Nothing should appear in the answer except the lines from the one with "Find the location of a particular element. This" through the end of the listing below, transcribed exactly and without pictures.

Segment Start: Given records

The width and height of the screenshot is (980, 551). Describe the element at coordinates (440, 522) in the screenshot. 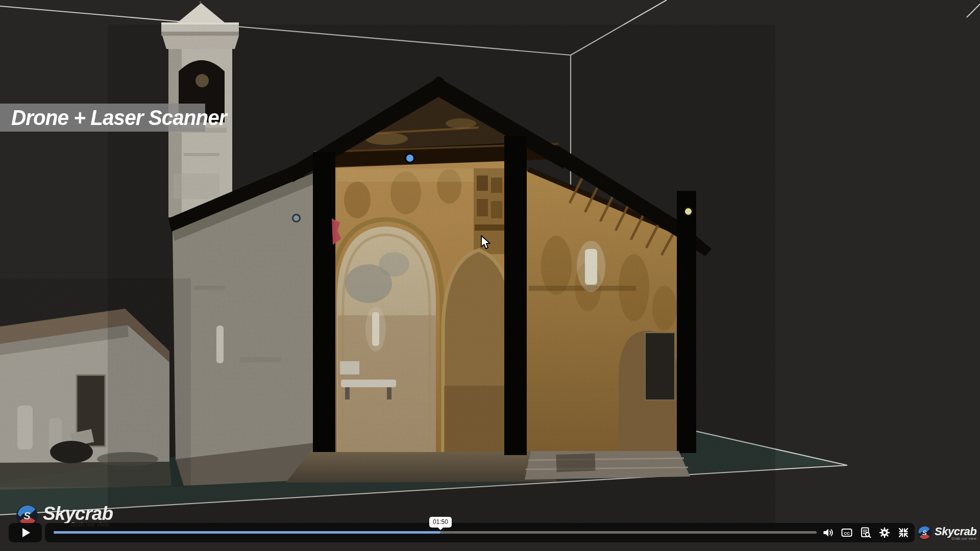

I see `time-tooltip: 01:50` at that location.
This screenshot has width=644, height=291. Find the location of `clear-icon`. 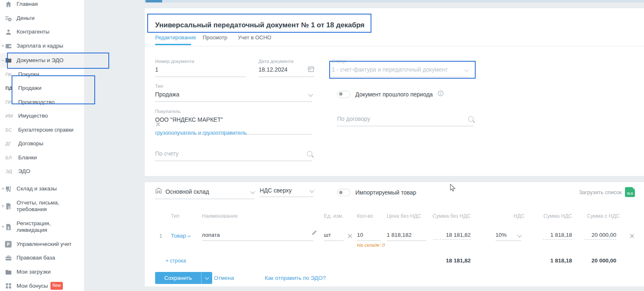

clear-icon is located at coordinates (158, 124).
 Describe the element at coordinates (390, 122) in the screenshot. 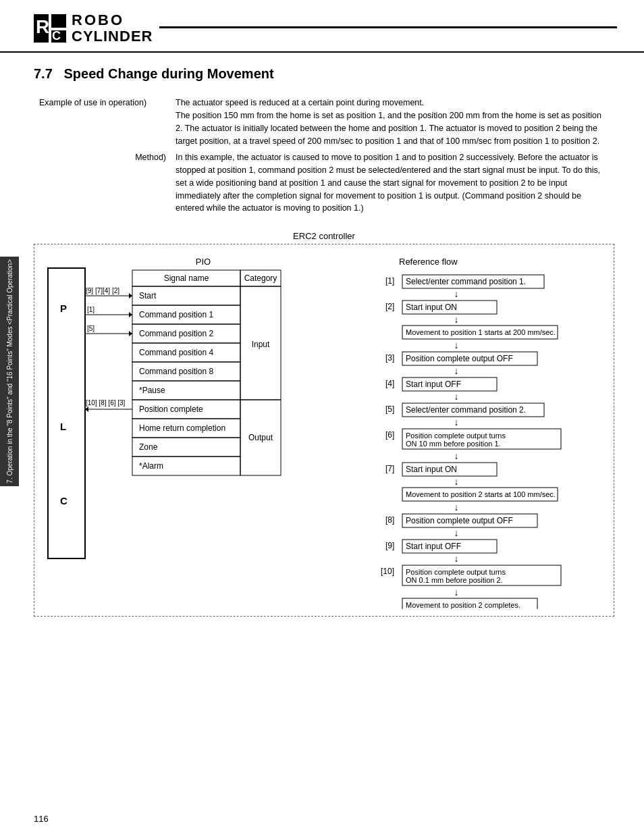

I see `example-text: The actuator speed is reduced at a certa…` at that location.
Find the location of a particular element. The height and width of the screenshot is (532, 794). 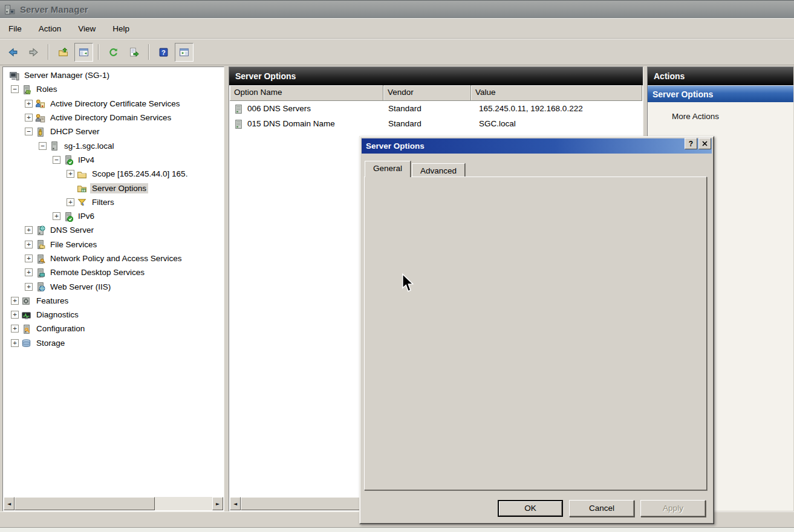

adds-icon is located at coordinates (41, 118).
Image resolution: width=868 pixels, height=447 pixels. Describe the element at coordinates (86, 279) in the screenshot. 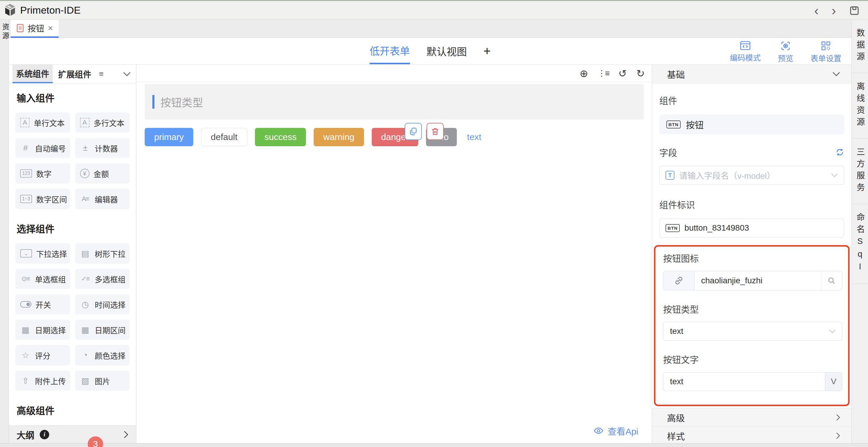

I see `checkbox-list-icon: ✓≡` at that location.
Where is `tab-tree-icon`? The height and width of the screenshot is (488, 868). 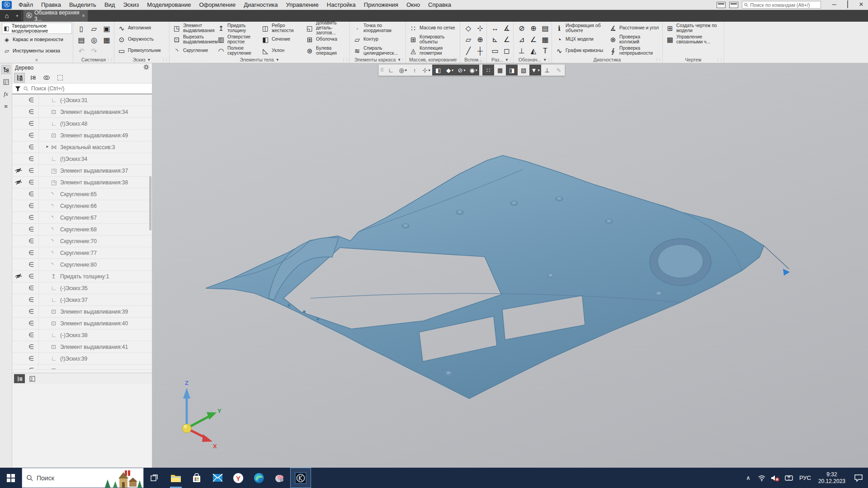 tab-tree-icon is located at coordinates (19, 379).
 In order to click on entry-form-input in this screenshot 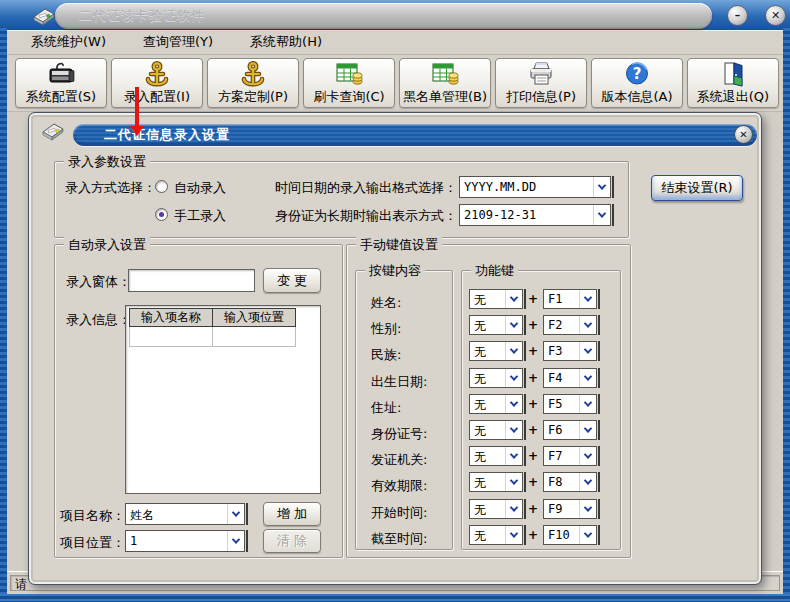, I will do `click(192, 280)`.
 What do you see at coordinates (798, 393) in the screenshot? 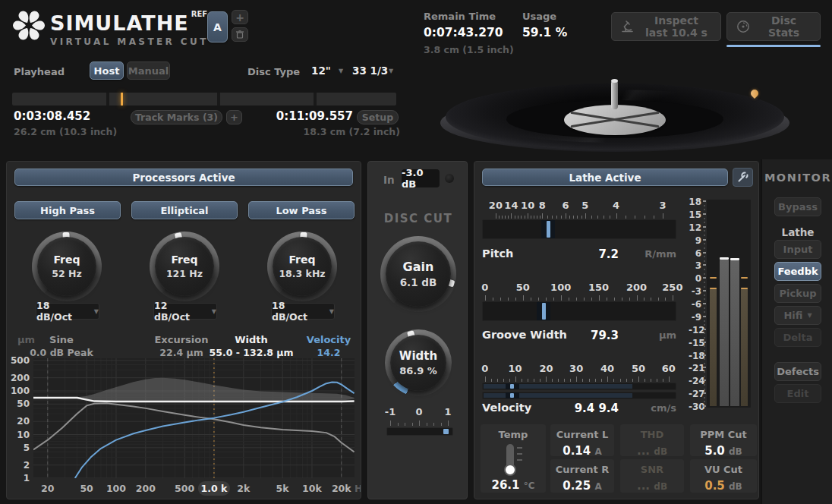
I see `monitor-edit-button: Edit` at bounding box center [798, 393].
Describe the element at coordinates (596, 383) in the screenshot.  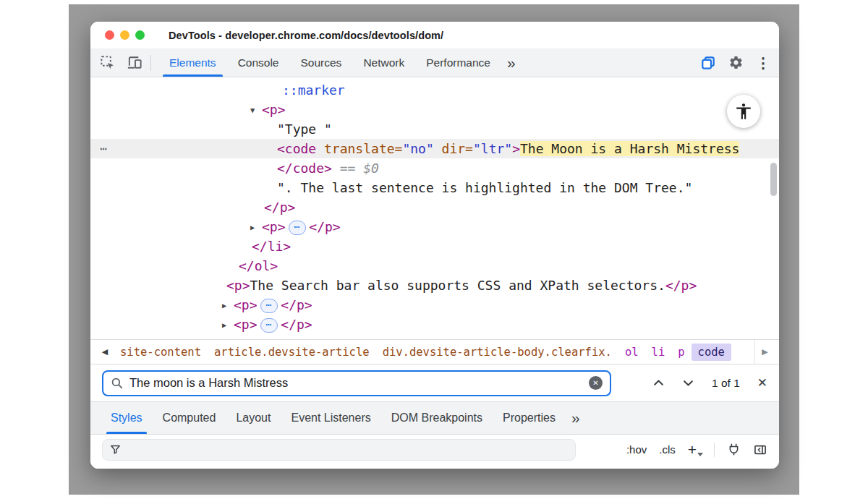
I see `clear-search-icon: ✕` at that location.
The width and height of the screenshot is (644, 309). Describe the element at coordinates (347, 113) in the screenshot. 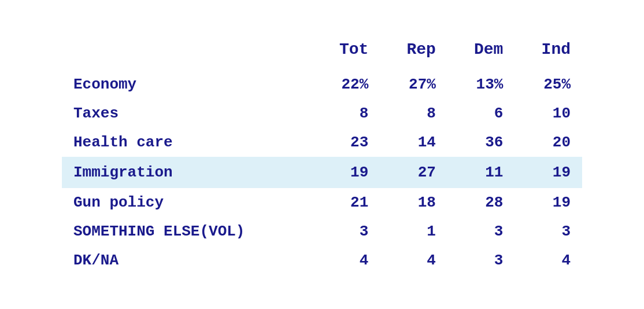

I see `row-tot: 8` at that location.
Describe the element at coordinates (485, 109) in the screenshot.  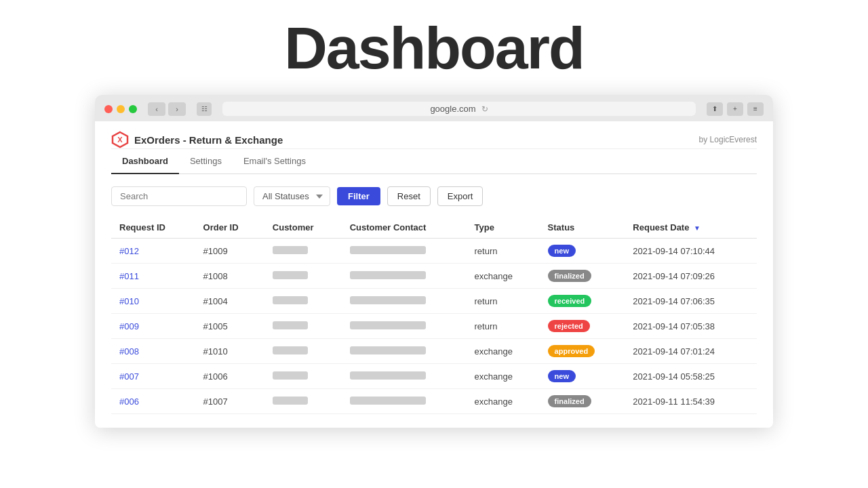
I see `reload-icon: ↻` at that location.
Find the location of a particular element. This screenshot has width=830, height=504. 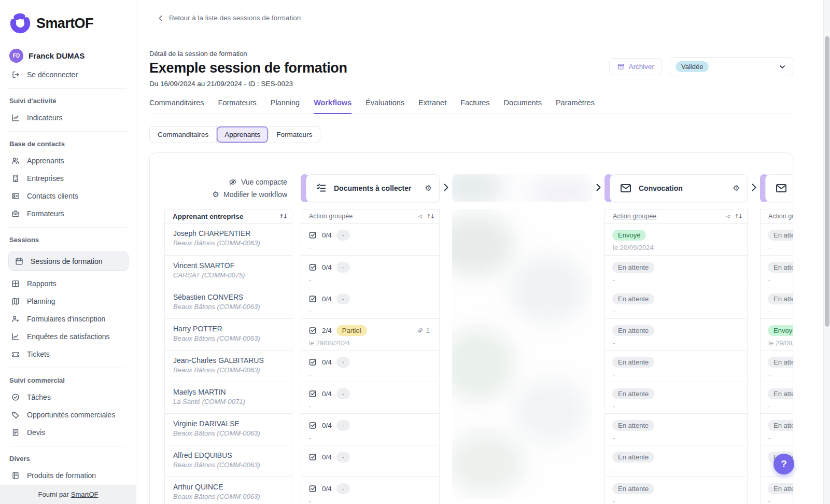

learner-column-header: Apprenant entreprise is located at coordinates (226, 217).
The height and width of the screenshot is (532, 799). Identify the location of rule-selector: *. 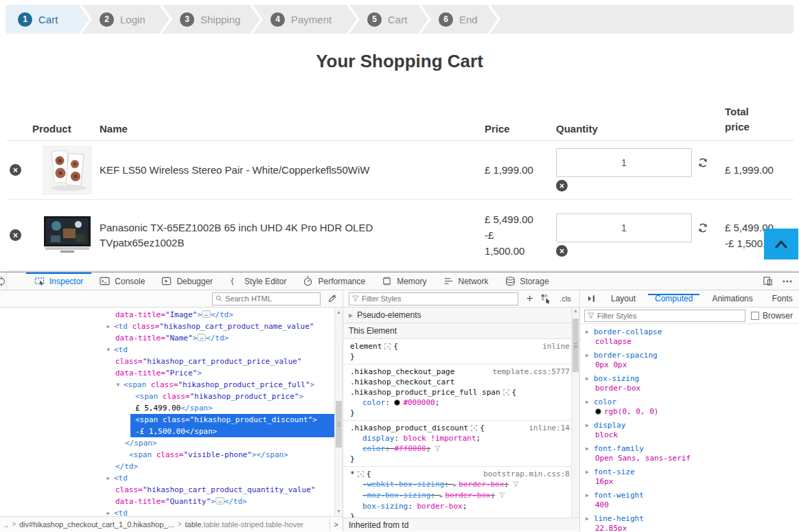
(353, 474).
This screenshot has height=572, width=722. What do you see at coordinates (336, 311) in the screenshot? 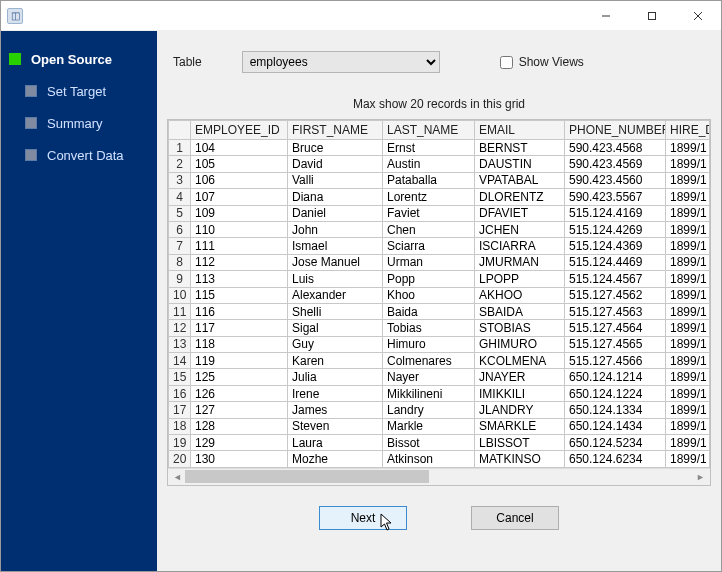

Segment End: Given records

> [Result of the exercise]:
Find the location of a particular element. This screenshot has width=830, height=504. 

learner-column-header: Apprenant entreprise is located at coordinates (226, 217).
The height and width of the screenshot is (532, 799). Identify the location of rule-selector: *. 
(353, 474).
This screenshot has height=572, width=722. What do you see at coordinates (336, 311) in the screenshot? 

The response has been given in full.